Problem to work on:
Find the line holding "You are a GUI" in the entries below. Give it again exactly, along with every line after it up to and including the line holding "The image size is (534, 756).".

Records for this exercise:
□ □ □ □ □ □ □

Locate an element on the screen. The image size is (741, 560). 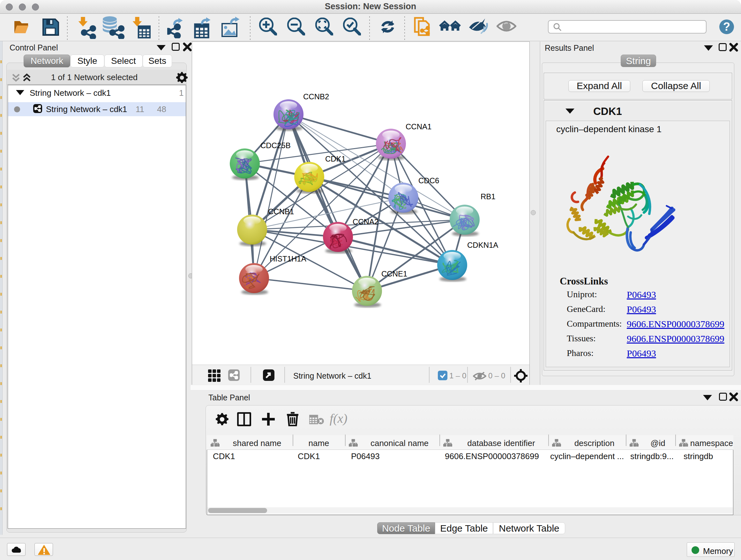
svg-text: CCNA1 is located at coordinates (419, 127).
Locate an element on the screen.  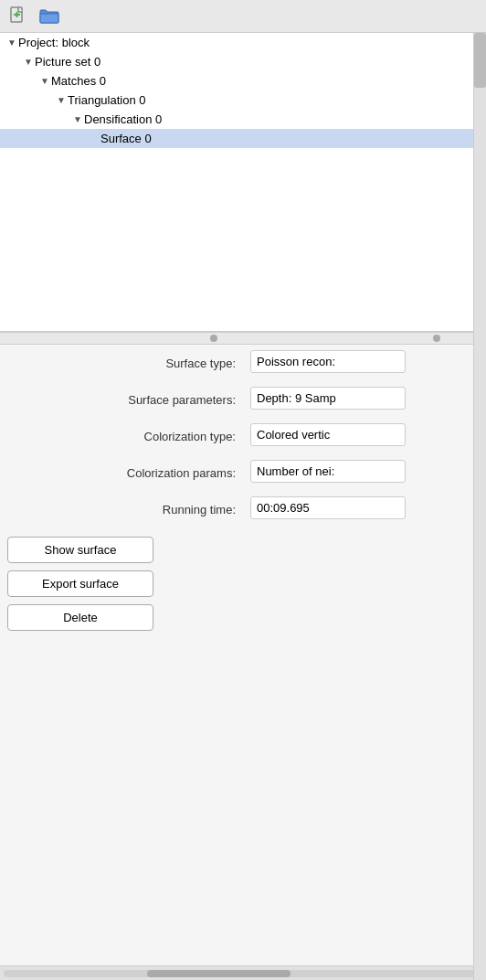
running-time-value-cell: 00:09.695 is located at coordinates (364, 509).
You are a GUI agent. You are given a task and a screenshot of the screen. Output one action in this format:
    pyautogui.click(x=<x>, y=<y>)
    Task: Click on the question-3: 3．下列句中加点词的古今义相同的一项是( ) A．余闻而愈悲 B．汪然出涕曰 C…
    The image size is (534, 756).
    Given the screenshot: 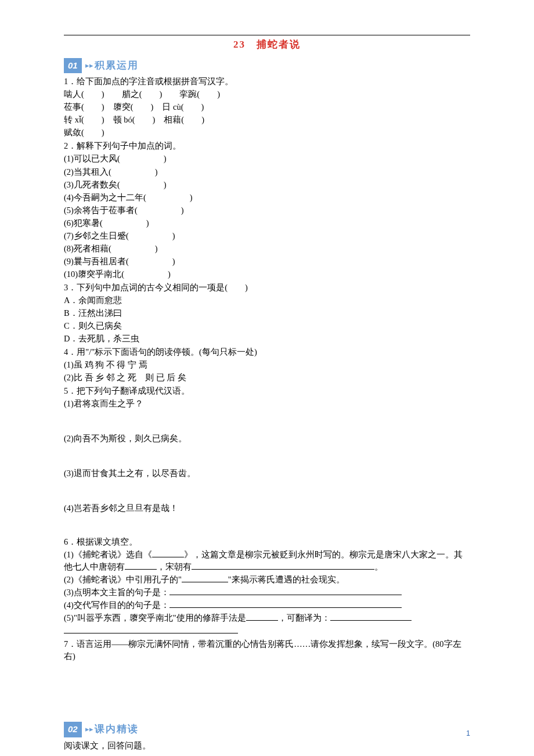 What is the action you would take?
    pyautogui.click(x=267, y=314)
    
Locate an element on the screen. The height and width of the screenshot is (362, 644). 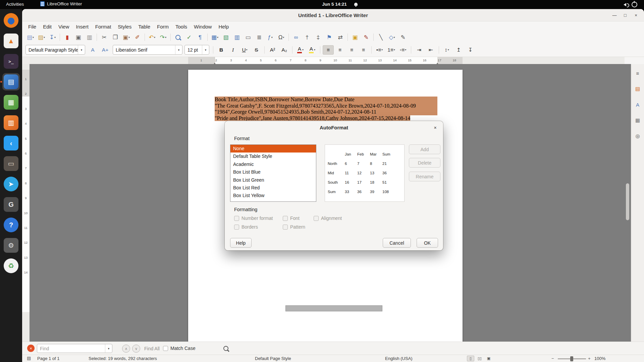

□ □ □ □ □ □ □

Written reply:
You are a GUI agent. You are given a task and a screenshot of the screen. Output one action in this format:
    pyautogui.click(x=<x>, y=<y>)
    Task: Click on the question-3: 3．下列句中加点词的古今义相同的一项是( ) A．余闻而愈悲 B．汪然出涕曰 C…
    The image size is (534, 756).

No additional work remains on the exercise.